History
The Eagles finished in first place during their inaugural season, with a record of 18–14–0, and also won the league championship in the playoffs. New Haven played in the Can-Am league from 1926 to 1936, when the league became part of the International-American Hockey League. The Eagles played in the new I-AHL from 1936 to 1940, when the league was renamed the American Hockey League. New Haven continued in the AHL until 1943. The team suspsended operations for two seasons during World War II. The Eagles were resurrected for the 1945–46 season.
From 1946 to 1950 the franchise was known as the New Haven Ramblers. The team was reverted to the Eagles name for the 1950–51 season. However, the team folded in the middle of the season after only 28 games with a record of 5–23–0.
Read more about this topic: New Haven Ramblers
Famous quotes containing the word history:
“The best history is but like the art of Rembrandt; it casts a vivid light on certain selected causes, on those which were best and greatest; it leaves all the rest in shadow and unseen.”
—Walter Bagehot (18261877)
“The true theater of history is therefore the temperate zone.”
—Georg Wilhelm Friedrich Hegel (17701831)
“We aspire to be something more than stupid and timid chattels, pretending to read history and our Bibles, but desecrating every house and every day we breathe in.”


• _Try it_: Output the records below in full, word for word; pictures do not belong in it.

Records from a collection

******

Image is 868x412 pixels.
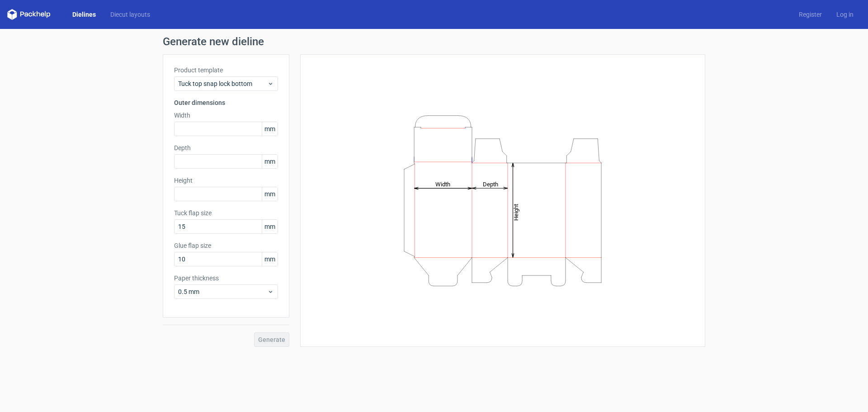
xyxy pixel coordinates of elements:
a: Dielines [65,10,103,19]
span: Tuck top snap lock bottom [178,79,267,88]
label: Depth [174,143,278,152]
label: Tuck flap size [174,209,278,217]
label: Paper thickness [174,274,278,282]
span: 0.5 mm [178,287,267,296]
label: Glue flap size [174,241,278,250]
label: Product template [174,66,278,75]
span: mm [262,220,277,233]
span: mm [262,155,277,168]
span: mm [262,122,277,136]
span: mm [262,187,277,201]
h3: Outer dimensions [174,98,278,107]
label: Width [174,111,278,120]
tspan: Height [513,203,519,220]
label: Height [174,176,278,185]
a: Register [792,10,829,19]
h1: Generate new dieline [163,36,705,47]
a: Log in [829,10,861,19]
a: Diecut layouts [103,10,157,19]
span: mm [262,252,277,266]
tspan: Depth [483,181,498,187]
tspan: Width [435,181,451,187]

******

• _Output below_:
Image is 868x412 pixels.
xyxy pixel coordinates of elements:
a: Dielines [65,10,103,19]
span: Tuck top snap lock bottom [178,79,267,88]
label: Depth [174,143,278,152]
label: Tuck flap size [174,209,278,217]
label: Paper thickness [174,274,278,282]
span: 0.5 mm [178,287,267,296]
label: Glue flap size [174,241,278,250]
label: Product template [174,66,278,75]
span: mm [262,220,277,233]
span: mm [262,155,277,168]
span: mm [262,122,277,136]
span: mm [262,187,277,201]
h3: Outer dimensions [174,98,278,107]
label: Width [174,111,278,120]
tspan: Height [513,203,519,220]
label: Height [174,176,278,185]
a: Register [792,10,829,19]
h1: Generate new dieline [163,36,705,47]
a: Log in [829,10,861,19]
a: Diecut layouts [103,10,157,19]
span: mm [262,252,277,266]
tspan: Depth [483,181,498,187]
tspan: Width [435,181,451,187]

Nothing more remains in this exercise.